In 2016, both Democratic presidential candidates go into the West Virginia primary hoping that that it will do for them what it did for then-Senator John F. Kennedy 56 years ago. Since then, the 1960 West Virginia primary has assumed mythic proportions in the annals of American politics. But in 2016 it is a reminder of a nomination system that has all but ceased to exist.
In 1960, presidential primaries were the exception, not the rule. In fact, only 16 states held primaries that year and most of them were only “beauty contests”—they didn’t have any bearing on who the delegates from that state would vote for at the convention. If you were a serious candidate for president you didn’t bother even entering the primaries; instead, you traveled the country courting the leadership of the party. In the few states that had primaries, “favorite son” candidates often ran. These were high-level political leaders who were not running for president, but who could, by winning the primary, control the delegates from that state once they got to the convention—a surefire invitation into the infamous smoke filled rooms.
In 1960 Kennedy was a brash newcomer to many in the Democratic Party. Even more, he was a Catholic, meaning that even the party leaders who were attracted by his youth and charisma had doubts about his ability to win in a country that was mostly Protestant. Kennedy needed to run in the primaries—not because the primaries awarded delegates (most of them didn’t) but because he had to convince the party leaders that his Catholicism would not hurt the ticket. The “Political Notes” columns in Congressional Quarterly during the summer of 1959 reported on a very active John Kennedy and his lieutenants traveling from state to state to block favorite-son candidates from getting on ballots so that Kennedy would have some places where he could prove himself as a vote-getter.

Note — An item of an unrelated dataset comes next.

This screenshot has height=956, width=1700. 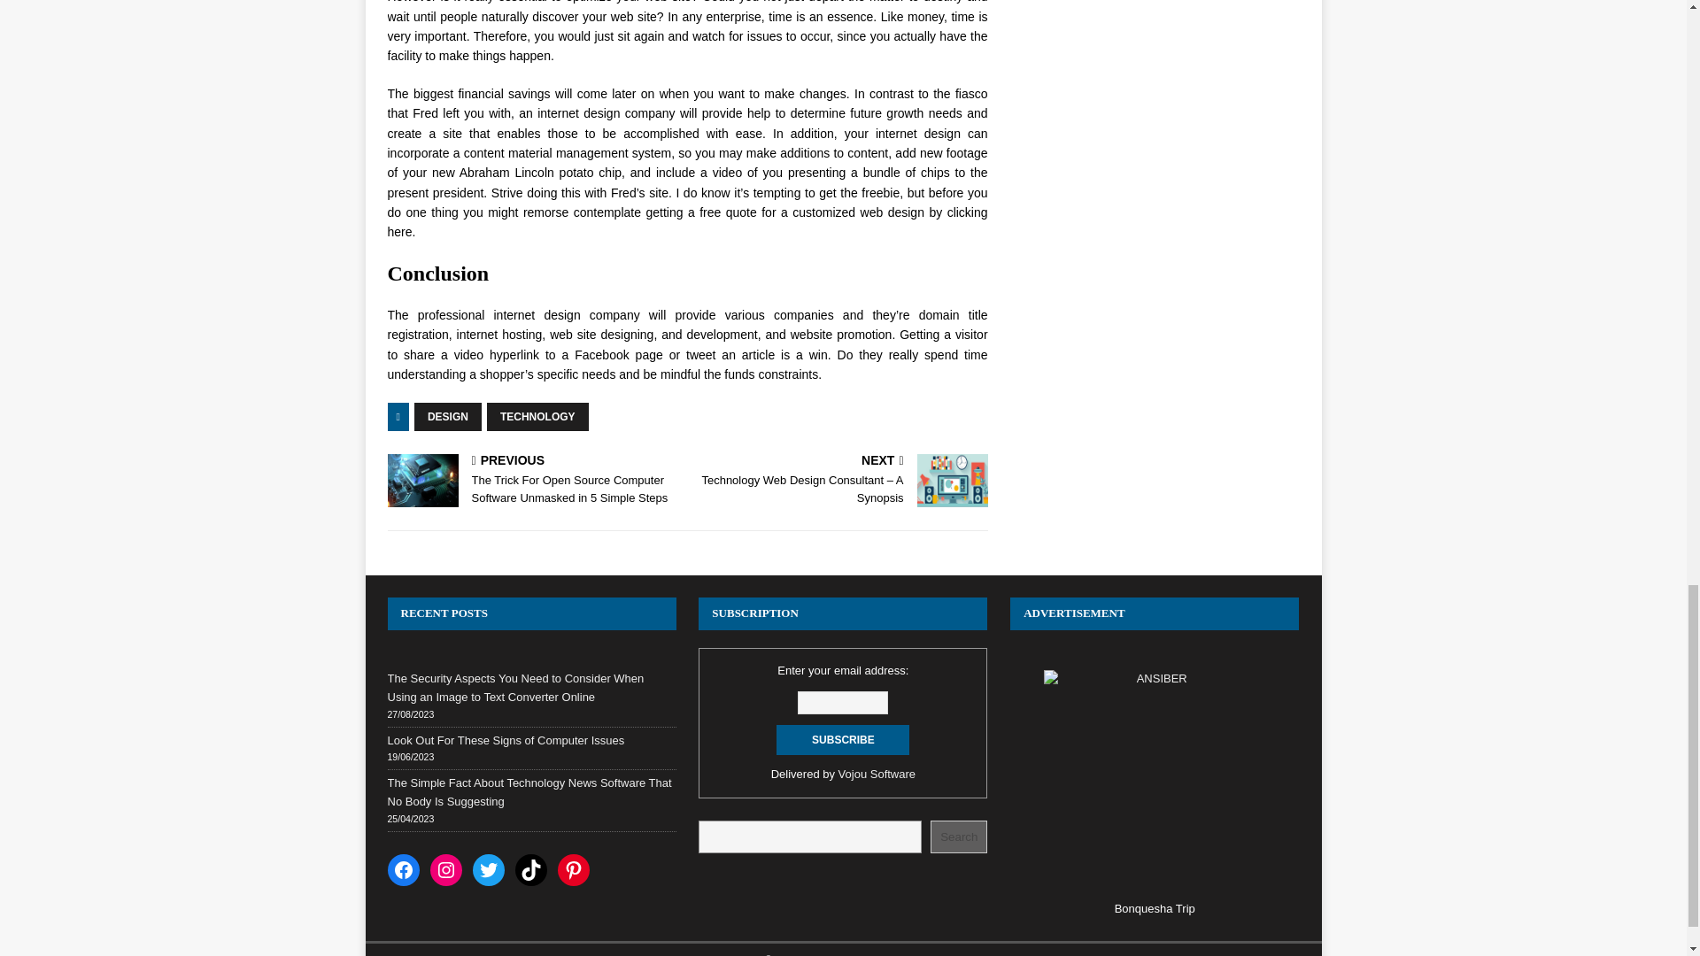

The first opportunity was Wisconsin, on April 5, 1960. Kennedy won that primary but the leaders of the party were not so quickly convinced. As Theodore White tells it in his famous book, The Making of the President 1960,
The break of the popular vote would convince none of the bosses who controlled the delegates of the East that he was a winner. He had lost all four predominantly Protestant districts…His popular margin had come entirely from four heavily Catholic areas… They would be read, he knew, wherever men read politics, as a Catholic-Protestant Split.
So it was back to the drawing board for the Kennedy campaign. The next opportunity for him to prove himself to the bosses was the May 10 West Virginia primary. West Virginia was a state that did not have a very big Catholic population. In West Virginia, the Kennedy campaign pulled out all the stops. He and his brother Ted campaigned all over the state, as did Kennedy’s opponent Senator Hubert Humphrey. The Kennedy campaign contributed handsomely to the “slate card” funds that the local Democrats used to cue the voters on who to vote for. He also had to overcome the open hostility of President Franklin Roosevelt’s widow Eleanor—a big problem in a poor state that revered FDR. Here Kennedy had a secret weapon, the support of Franklin Delano Roosevelt, Jr. who mailed 50,000 pieces into West Virginia containing his signature and post-marked Hyde Park, the famous home of the late president. In fact, Kennedy spent so much money to win West Virginia that he later famously quipped, “I just received the following wire from my generous Daddy; Dear Jack, Don’t buy a single vote more than is necessary. I’ll be damned if I’m going to pay for a landslide.” He took a short break from campaigning in West Virginia to give a famous speech on separation of church and state; a speech that helped overcome the fear of his Catholicism.
Kennedy’s massive defeat of Humphrey in West Virginia (60.8% to 39.2%) effectively ended Humphrey’s presidential ambitions that year and gave Kennedy and his team the ammunition they needed to convince party leaders that a Catholic could win in a non-Catholic state. But while it was a turning point in the campaign, it did not end it. The West Virginia primary results had no effect on the votes of the delegates from West Virginia to the Democratic National Convention. Kennedy still had the convention before him where he needed to convince the delegates that he, not Senate Majority Leader Lyndon Johnson or former presidential candidate Adlai Stevenson or Senator Stuart Symington should be the nominee.
Fifty-six years ago, the convention delegates were the most important players, and primaries were used to influence the delegates. These days, thanks to the enormous and largely unforeseen changes that took place between 1968 and 1972, the power dynamic shifted—the voters have been allowed into the nomination process. The 1960 Democratic primary offers insight into a nomination system that is almost gone. But in 2016 on the Republican side we have seen remnants of that system as Republican leaders pondered if and how they could stop Donald Trump at their convention. The answer seems to be, as the Republican Party leaders are now discovering, that as much as they might want to, it is very hard to contradict the voters. The 1960 nomination system is largely gone and there’s not much anyone can do about it.
Elaine C. Kamarck is a Senior Fellow at the Brookings Institution and author of Primary Politics: Everything You Need to Know about How America Nominates Its Presidential Candidates. She is a superdelegate to the Democratic convention.
Commentary
The 1960 West Virginia primary: Can it happen again?